A few months back the Weekly brought you a report on the God Squad, a collection of preachers and political operatives who pimped themselves off to local casinos like the Commerce Club. Operating through committees like Just Say No to Casinos, investigative files of the Fair Political Practices Commission show that the God Squad was paid sub rosa to mobilize “grassroots” opposition to new card-club proposals that stood to compete for SoCal's half-billion dollar casino market.

One of the would-be casino operators stung by such tactics is looking for payback. Last month an outfit called Palace Associates, which narrowly lost a 1995 election to establish a card club in Pico Rivera, filed a civil racketeering lawsuit against the Commerce Club. The suit, which also names the casino's Sacramento-based power-lobbyist, Rodney Blonien, alleges a cornucopia of the sort of political chicanery we have come to recognize as standard operating procedure for the gaming industry. (Our favorite is an alleged $600,000-a-year “public relations” fund controlled by one Commerce Club board member who, when asked what the money was for, once said, according to testimony in another lawsuit, “You don't want to know . . . Do you want me to go to jail?”)

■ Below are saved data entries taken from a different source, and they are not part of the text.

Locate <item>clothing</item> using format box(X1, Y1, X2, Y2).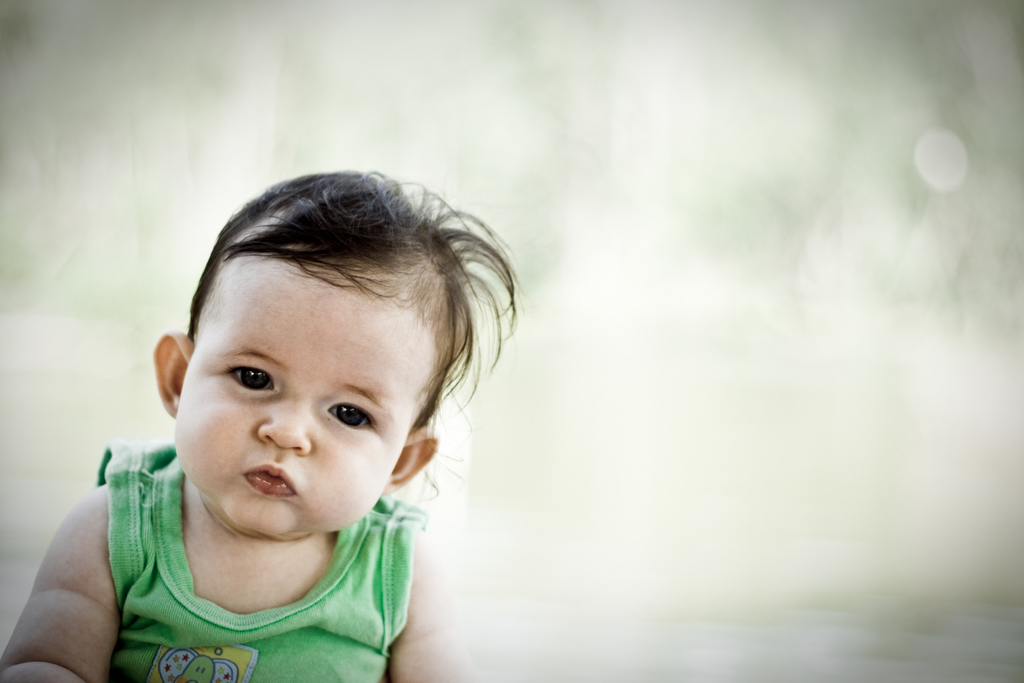
box(8, 438, 408, 682).
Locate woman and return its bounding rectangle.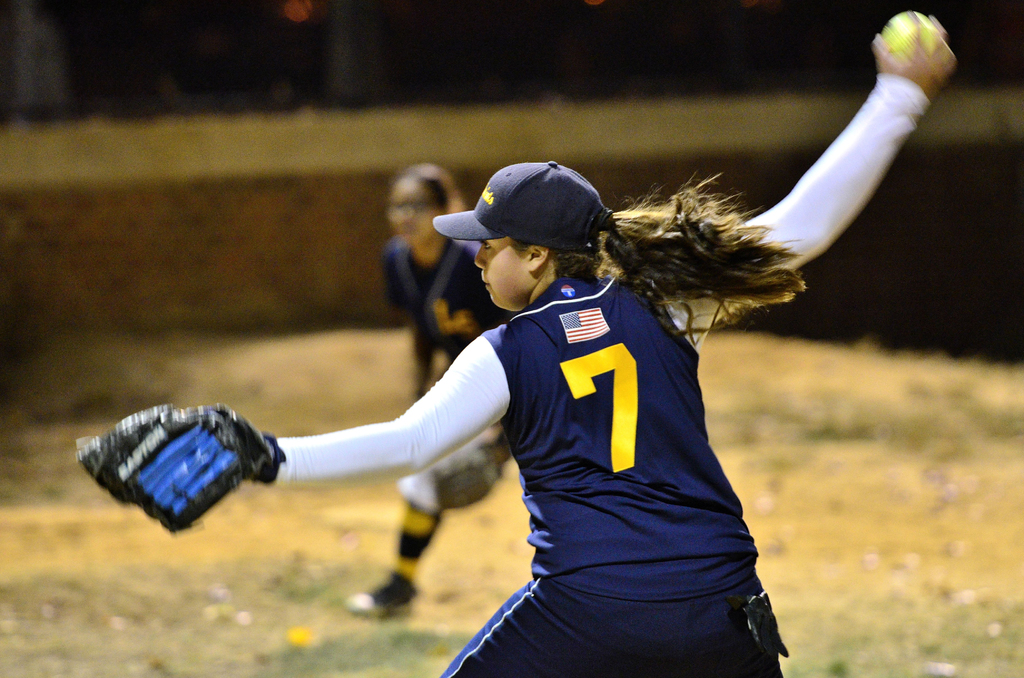
box(358, 159, 534, 645).
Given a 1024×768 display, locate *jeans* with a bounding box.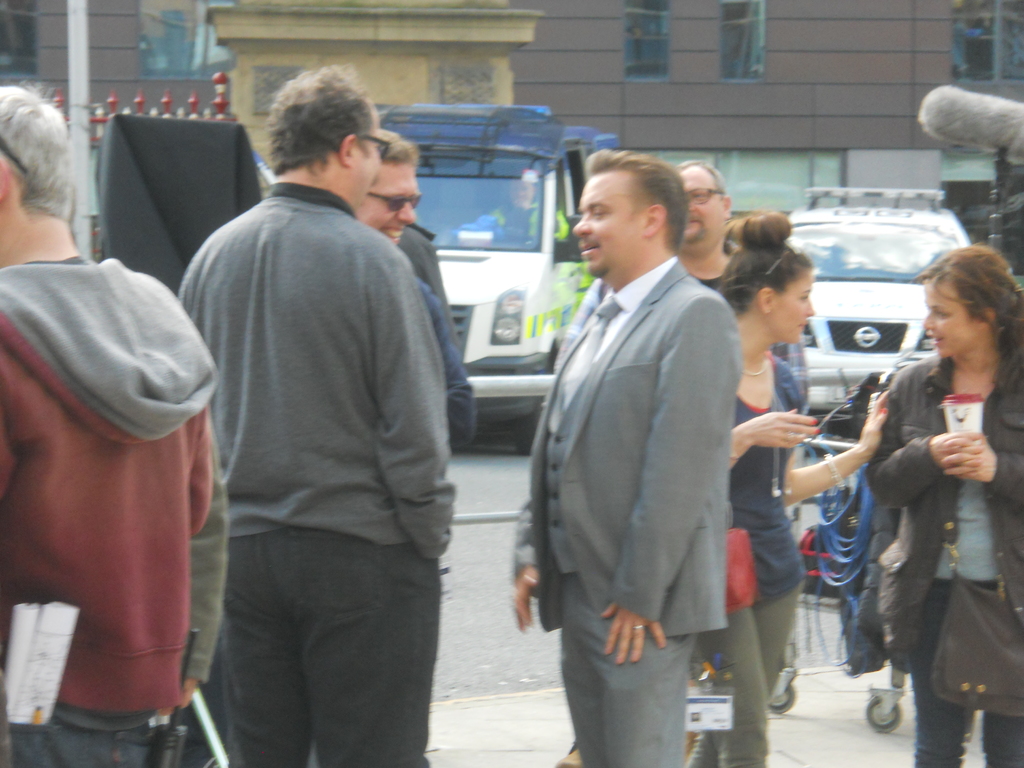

Many of the allegations echo charges made in another RICO suit filed against the Commerce Club, by a former board member named Peter Lynch. While Lynch's suit was dismissed, he managed to lodge in the public record all sorts of damning stuff, notably portions of a report prepared by the Commerce Club's own counsel, the tony Bird-Mirella law firm, detailing wrongdoing on the part of the casino. Look for more dirty laundry to air in this fight.

– Sam Gideon Anson

A New Outlook?

Things just haven't been the same in Santa Monica since that cold day in March when without warning the Copley Newspaper chain pulled the plug on the city's 123-year-old daily newspaper, The Outlook. Nor have the handful of new community weeklies that have popped up – most notably the L.A. Times effort called Our Times – tempered the blow.

But lo! David Ganezer, a Westside attorney-cum-businessman has announced plans to revive the paper under the name The Evening Outlook.

After a press conference last Thursday, Ganezer told OffBeat he was not undertaking the endeavor to be a local hero. “It's not about me, it's not about my ego,” said the onetime Outlook paper boy.

It is, however, about money. Copley paid a whopping $17 million for The Outlook in 1983, Ganezer says, and if he is able to re-create even a fraction of that net worth, the effort will be a success.

To make it work, Ganezer has kicked off a campaign to get 7,500 Santa Monicans to sign up in advance for one-year subscriptions. At a rate of $78 each, that would make $585,000 – Ganezer says he'll be happy with 15 percent of that in cash – to entice the necessary investors and advertisers to get the new paper off the ground.